I’ve noticed this since the early Milestone releases. If I boot into runlevel 3 and press esc to see the output of the boot process, it stops at “starting the networkmanager” and begins a 30 second countdown. The result is it stops at 1 sec and then outputs “waiting” in yellow.
The boot process finishes and I can log in but I’m not connected to my network. It says that networkmanager is running but I have no ip address. Once I start X and KDE, my network connects normally.
Is anyone else getting this?
Is there a way I can get an ip address while in runlevel 3?
This doesn’t happen when booting into runlevel 3 with 11.2. The output shows networkmanager starting and immediately it shows a green ‘done’. There is no thirty second countdown like with 11.3.
I was wondering if anyone else is getting this or if it’s just my system.
Does anyone know if networkmanager requires the gui to be running to obtain an ip address?
Network manager is in fact a (local) server, that acts on requests of a (local) client. This client is normaly the network applet in a desktop and thus of course belongs to a GUI session.
I do not know if there are CLI network manager clients, but then again you have to log in in the CLI first.
Normaly systems that run only in runlevel 3 do not need a network manager because they are more server like systems and thus have a fixed network setup (in openSUSE YaST called: traditional with ifup"). Then the network is fully available when runlevel 3 (or higher) is reached.
Thanks hcvv. I see that in 11.2, despite that there’s no thirty second countdown for networkmanager, there is no ip address either. Switching to ifup does give me an ip address in runlevel 3.
I’m still curious. Is anyone else seeing the thirty second countdown for networkmanager in 11.3? This lengthens the boot time by, well, 30 seconds.
Reason why I’m doing this is because according to Dan Williams there are some features present on this version (shipped with Fedora 13) that are not included anywhere else.
Ah yes, the DW networkmangler. I’d like to know who decided that his 3rd party code was better than what had gone before from ‘inhouse’. (where are schaa and hoenig when we need 'em?) He obviously thinks that nobody uses cables or he’d have put an ‘enable’ against it. His little heart icon is nice though
Thanks for the response, koen_dewitte. My config file looks a little different:
## Type: integer
## Default: 30
#
# Some interfaces need some time to come up or come asynchronously via hotplug.
# WAIT_FOR_INTERFACES is a global wait for all mandatory interfaces in
# seconds. If empty no wait occurs.
#
WAIT_FOR_INTERFACES="30"
you can use ‘cnetworkmanager’ as a client to the Networkmanager server (like hcvv explained nicely). Install ‘cnetworkmanager’ and do a ‘man cnetworkmanager’ to find out how to use it.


**Problem details**
Set out exactly every line of the entries below, starting at the line that holds "Describe the element at coordinates (331, 94)" and stopping after the line that holds "This screenshot has height=377, width=936.".

**Available data**

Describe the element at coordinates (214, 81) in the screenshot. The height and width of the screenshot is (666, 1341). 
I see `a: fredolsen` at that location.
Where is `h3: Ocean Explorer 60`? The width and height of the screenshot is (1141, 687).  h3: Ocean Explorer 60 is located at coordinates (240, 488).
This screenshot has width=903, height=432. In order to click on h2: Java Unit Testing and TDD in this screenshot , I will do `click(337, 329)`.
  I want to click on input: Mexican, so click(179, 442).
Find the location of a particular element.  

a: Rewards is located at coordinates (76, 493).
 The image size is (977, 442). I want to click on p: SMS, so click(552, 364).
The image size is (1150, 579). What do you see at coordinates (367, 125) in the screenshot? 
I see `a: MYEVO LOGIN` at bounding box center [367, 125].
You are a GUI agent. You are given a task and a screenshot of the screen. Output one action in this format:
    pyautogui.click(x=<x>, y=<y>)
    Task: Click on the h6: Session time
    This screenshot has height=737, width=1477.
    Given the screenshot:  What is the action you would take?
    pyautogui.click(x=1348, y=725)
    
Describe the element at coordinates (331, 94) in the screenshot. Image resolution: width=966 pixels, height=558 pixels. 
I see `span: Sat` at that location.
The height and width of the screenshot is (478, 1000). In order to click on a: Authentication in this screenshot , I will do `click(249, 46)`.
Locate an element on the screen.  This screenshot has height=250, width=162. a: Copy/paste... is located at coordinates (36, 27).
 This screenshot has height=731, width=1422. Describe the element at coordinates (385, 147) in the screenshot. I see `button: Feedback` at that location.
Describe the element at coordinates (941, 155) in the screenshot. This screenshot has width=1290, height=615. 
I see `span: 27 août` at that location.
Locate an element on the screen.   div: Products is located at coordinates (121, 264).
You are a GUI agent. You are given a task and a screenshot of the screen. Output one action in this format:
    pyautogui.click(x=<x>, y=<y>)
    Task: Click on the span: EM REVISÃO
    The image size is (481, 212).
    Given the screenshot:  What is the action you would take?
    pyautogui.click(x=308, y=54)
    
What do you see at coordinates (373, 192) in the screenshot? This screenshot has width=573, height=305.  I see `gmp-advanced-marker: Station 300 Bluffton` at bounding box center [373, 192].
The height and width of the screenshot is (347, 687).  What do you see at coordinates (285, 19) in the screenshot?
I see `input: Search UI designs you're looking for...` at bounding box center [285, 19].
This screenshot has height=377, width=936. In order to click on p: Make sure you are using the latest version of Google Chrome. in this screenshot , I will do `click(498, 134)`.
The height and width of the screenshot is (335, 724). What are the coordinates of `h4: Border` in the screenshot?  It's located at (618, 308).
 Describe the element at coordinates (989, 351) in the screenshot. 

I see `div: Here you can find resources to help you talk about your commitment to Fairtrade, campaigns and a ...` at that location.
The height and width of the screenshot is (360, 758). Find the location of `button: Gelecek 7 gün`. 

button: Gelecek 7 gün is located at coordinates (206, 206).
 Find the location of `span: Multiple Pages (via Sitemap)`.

**Task answer**
Describe the element at coordinates (331, 94) in the screenshot. Image resolution: width=966 pixels, height=558 pixels. 
I see `span: Sat` at that location.
The height and width of the screenshot is (478, 1000). In order to click on a: Authentication in this screenshot , I will do `click(249, 46)`.
Locate an element on the screen.  This screenshot has height=250, width=162. a: Copy/paste... is located at coordinates (36, 27).
 This screenshot has height=731, width=1422. Describe the element at coordinates (385, 147) in the screenshot. I see `button: Feedback` at that location.
Describe the element at coordinates (941, 155) in the screenshot. This screenshot has width=1290, height=615. 
I see `span: 27 août` at that location.
Locate an element on the screen.   div: Products is located at coordinates (121, 264).
You are a GUI agent. You are given a task and a screenshot of the screen. Output one action in this format:
    pyautogui.click(x=<x>, y=<y>)
    Task: Click on the span: EM REVISÃO
    The image size is (481, 212).
    Given the screenshot:  What is the action you would take?
    pyautogui.click(x=308, y=54)
    
What do you see at coordinates (373, 192) in the screenshot? This screenshot has width=573, height=305.  I see `gmp-advanced-marker: Station 300 Bluffton` at bounding box center [373, 192].
The height and width of the screenshot is (347, 687).  What do you see at coordinates (285, 19) in the screenshot?
I see `input: Search UI designs you're looking for...` at bounding box center [285, 19].
This screenshot has height=377, width=936. In order to click on p: Make sure you are using the latest version of Google Chrome. in this screenshot , I will do `click(498, 134)`.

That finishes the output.